Common MisconceptionDuring Mapping Country, watch for students labeling features as passive scenery on their maps.

What to Teach Instead

Redirect them to the text: have them underline verbs that personify the land, then place those words directly on the map feature to show agency.

Common MisconceptionDuring Role-Play Circles, watch for students reducing Country to a prop rather than a participant.

What to Teach Instead

Pause the scene and ask: ‘What does this feature want to say?’ Require each speaker to state the feature’s intention before responding.

Common MisconceptionDuring Gallery Walk, watch for students interpreting spiritual presence as mere symbolism.

What to Teach Instead

Ask them to find and read aloud passages where ancestral beings literally dwell in the feature, then compare to Western land-as-property quotes posted nearby.

Assessment Ideas

Discussion Prompt

After Mapping Country, ask students to present one annotated feature and explain how its description differs from a Western setting description.

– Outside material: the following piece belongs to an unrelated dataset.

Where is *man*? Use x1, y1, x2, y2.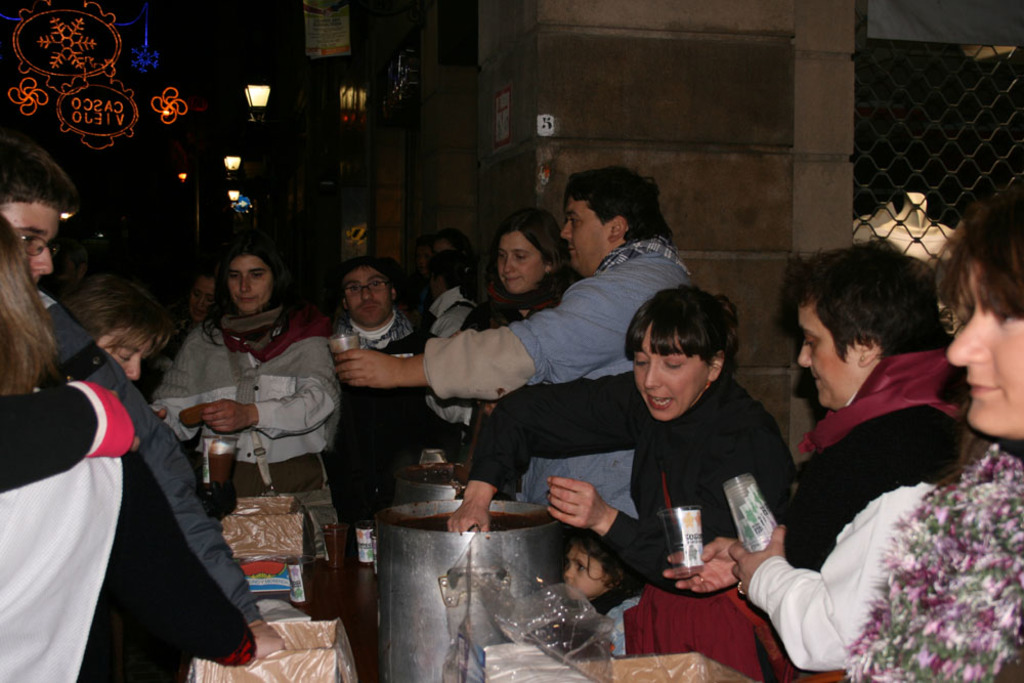
333, 177, 697, 517.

Facilitate a class comparison using their maps and texts.

Exit Ticket

After Role-Play Circles, have students write a short reflection on how embodying Country changed their understanding of land as a character. Collect these to check for agency and reciprocity in their language.

Quick Check

After Jigsaw Analysis, give students two short excerpts—one Indigenous, one Western—and ask them to highlight land descriptions. In pairs, they explain how each excerpt portrays land’s role and share findings with the class.

Extensions & Scaffolding

  • Challenge: Ask students to write a short scene where a Western settler character encounters Country as a sentient force and records their emotional response.
  • Scaffolding: Provide a sentence frame for Mapping Country: ‘Feature _____ is not just _____; it is _____ because it _____.’
  • Deeper exploration: Invite a local Indigenous knowledge keeper or recorded interview to share how Country features guide custodial responsibilities today.

Key Vocabulary

CountryIn Indigenous Australian contexts, 'Country' refers to the land, waters, and all things within it, understood as a living entity with which people have a deep spiritual and custodial relationship.
KinshipA complex system of relationships central to Indigenous Australian cultures, extending beyond human families to include connections with Country, animals, and the spiritual world.
Dreaming/DreamtimeThe foundational spiritual concept in many Indigenous Australian cultures, referring to the time of creation and the ongoing spiritual power that shapes the world and its laws.
CustodianshipThe responsibility held by Indigenous peoples to care for and maintain their Country, including its physical, spiritual, and cultural integrity, passed down through generations.